The best time for an ambush is when the people you’re planning to attack are off-guard for some reason, and in a place that makes it easier to pick them off than for your side to be picked off. If you have a small force and the other side has a large force (which you want to reduce a lot, rather than just kill one of) you want a way to confine them to an area (like a hog trap for wild hogs) where you can kill them without coming into full contact…trap them where a tide’s coming in fast, in a gorge with a flash flood coming, in quicksand, in any treacherous ground where they don’t know the hazard (e.g. that you’ve pre-dug pits with stakes in them and a light cover of dirt on something very breakable) , in any narrow declivity, etc. Minus modern technology, people traveling together in a group are unlikely to see through thick vegetation, around corners, over hills, in a fog, in heavy rain, while it’s snowing. For one thing, they’re paying most attention to the nearby people they’re moving with, so they don’t bump into them or get bumped into, or trip over minor obstacles on the road or trail. Even if you have the larger force and are ambushing a smaller force, and intend assassination rather than wholesale destruction, you’ll try to make it easier, less dangerous to your side, by picking the right place at the right time.

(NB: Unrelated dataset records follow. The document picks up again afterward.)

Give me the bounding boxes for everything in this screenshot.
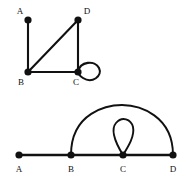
- bottom-vertex-a: [15, 151, 22, 158]
- top-label-c: C: [73, 77, 79, 87]
- graph-figure: A B C D A B C D: [0, 0, 195, 185]
- bottom-label-c: C: [120, 164, 126, 174]
- top-label-b: B: [18, 77, 24, 87]
- bottom-label-a: A: [16, 164, 23, 174]
- bottom-vertex-c: [119, 151, 126, 158]
- bottom-vertex-b: [67, 151, 74, 158]
- top-vertex-a: [24, 16, 31, 23]
- top-vertex-b: [24, 68, 31, 75]
- top-vertex-d: [74, 16, 81, 23]
- top-label-d: D: [84, 6, 91, 16]
- bottom-label-b: B: [68, 164, 74, 174]
- bottom-vertex-d: [169, 151, 176, 158]
- top-label-a: A: [17, 6, 24, 16]
- top-vertex-c: [74, 68, 81, 75]
- bottom-label-d: D: [170, 164, 177, 174]
- figure-background: [0, 0, 195, 185]
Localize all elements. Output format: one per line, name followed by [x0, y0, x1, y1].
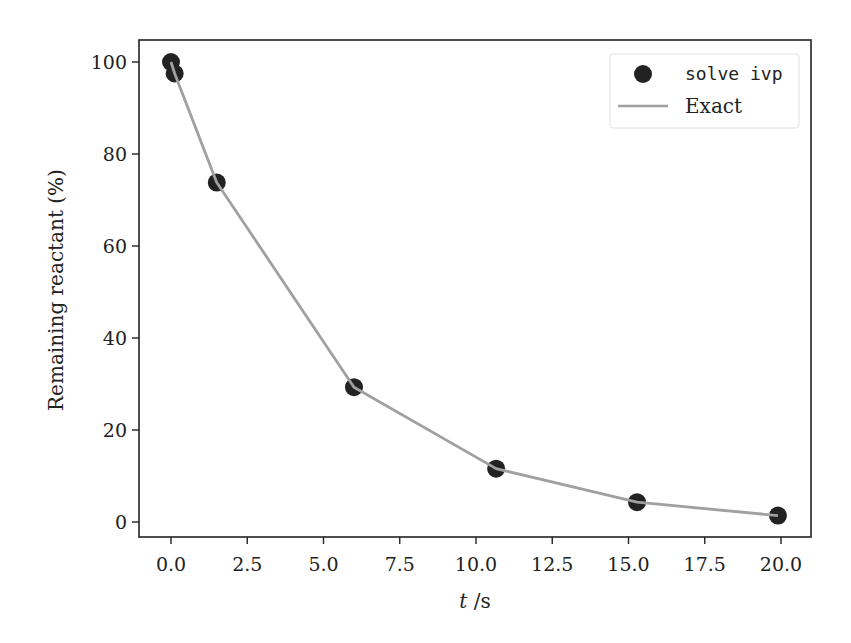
y-tick-label: 100 — [91, 51, 127, 73]
x-tick-label: 12.5 — [531, 553, 573, 575]
x-tick-label: 20.0 — [760, 553, 802, 575]
chart: 0.02.55.07.510.012.515.017.520.0 0204060… — [0, 0, 851, 643]
x-tick-label: 10.0 — [455, 553, 497, 575]
y-tick-label: 20 — [103, 419, 127, 441]
legend-label-exact: Exact — [685, 94, 742, 118]
x-axis-label-unit: /s — [467, 589, 490, 613]
y-axis-ticks: 020406080100 — [91, 51, 139, 533]
x-axis-ticks: 0.02.55.07.510.012.515.017.520.0 — [156, 537, 802, 575]
y-tick-label: 0 — [115, 511, 127, 533]
x-tick-label: 15.0 — [607, 553, 649, 575]
y-axis-label: Remaining reactant (%) — [44, 169, 68, 411]
legend: solve ivp Exact — [610, 54, 799, 128]
x-tick-label: 2.5 — [232, 553, 262, 575]
legend-circle-marker-icon — [634, 65, 652, 83]
exact-line — [171, 62, 778, 516]
y-tick-label: 80 — [103, 143, 127, 165]
x-tick-label: 17.5 — [684, 553, 726, 575]
legend-label-solve-ivp: solve ivp — [685, 63, 783, 84]
x-tick-label: 5.0 — [308, 553, 338, 575]
y-tick-label: 60 — [103, 235, 127, 257]
x-axis-label: t /s — [459, 589, 490, 613]
y-tick-label: 40 — [103, 327, 127, 349]
x-tick-label: 7.5 — [385, 553, 415, 575]
x-tick-label: 0.0 — [156, 553, 186, 575]
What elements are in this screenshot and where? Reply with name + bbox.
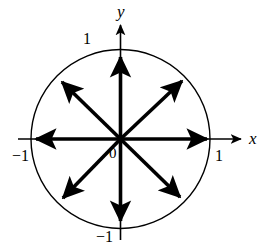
unit-vector-group	[36, 57, 207, 221]
y-axis-tick-label-one: 1	[83, 31, 91, 47]
x-axis-tick-label-negative-one: −1	[12, 148, 29, 164]
unit-circle-figure: y x 1 1 −1 −1 0	[0, 0, 265, 250]
y-axis-tick-label-negative-one: −1	[96, 229, 113, 245]
origin-label: 0	[109, 146, 117, 161]
x-axis-label: x	[249, 130, 257, 147]
unit-circle-canvas	[0, 0, 265, 250]
vector-315-deg	[121, 139, 181, 197]
y-axis-label: y	[117, 3, 125, 20]
x-axis-tick-label-one: 1	[215, 148, 223, 164]
vector-45-deg	[121, 81, 183, 139]
vector-135-deg	[62, 82, 121, 139]
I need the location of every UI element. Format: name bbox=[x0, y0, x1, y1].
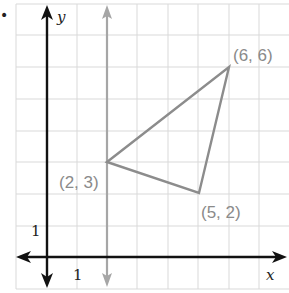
vertical-line-x2 bbox=[102, 5, 112, 287]
x-axis bbox=[16, 251, 287, 263]
vertex-label-2-3: (2, 3) bbox=[59, 173, 99, 192]
x-axis-label: x bbox=[266, 266, 275, 284]
bullet-marker: • bbox=[0, 7, 8, 23]
vertex-label-5-2: (5, 2) bbox=[201, 203, 241, 222]
vertex-label-6-6: (6, 6) bbox=[233, 46, 273, 65]
y-tick-label: 1 bbox=[31, 222, 41, 240]
y-axis-label: y bbox=[56, 8, 66, 26]
y-axis bbox=[41, 5, 53, 288]
coordinate-plane: • y x 1 1 bbox=[0, 0, 289, 293]
x-tick-label: 1 bbox=[73, 266, 83, 284]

The details differ with place, season, local weather, experience level of the ambush designer (and more) but in these stories the lack of gunpowder and ordinary (to us) explosives, and the lack of modern communications, is always a factor. Here and now, light-speed communication can show a criminal’s face and the license plate of the car they’re border to border, sea to sea faster than the criminal can drive there–or fly. Not foolproof…hundreds of notices are issued each day and the farther the source, the less attention someone’s likely to pay to it, but the criminal cannot *count* on being unrecognized. The current GA trial involving (among other crimes) the invasion of the Cotton County, GA, elections office is a perfect example: surveillance tape caught the county employees who let unauthorized people into the building…actually doing so. And then caught them in the room with the voting machines. But in Paksworld–with no cameras, no phones, no electric lights, no internet, no way for a city official in one city to contact an official in another (“We chased a gang of robbers out of our city; we think they headed off east toward your city…they were all mounted and one of them had a spotted bay and white horse about 17 hands…”)–it’s much easier for a gang to get away, safely ahead of pursuit, and be unsuspected ordinary travelers in another city.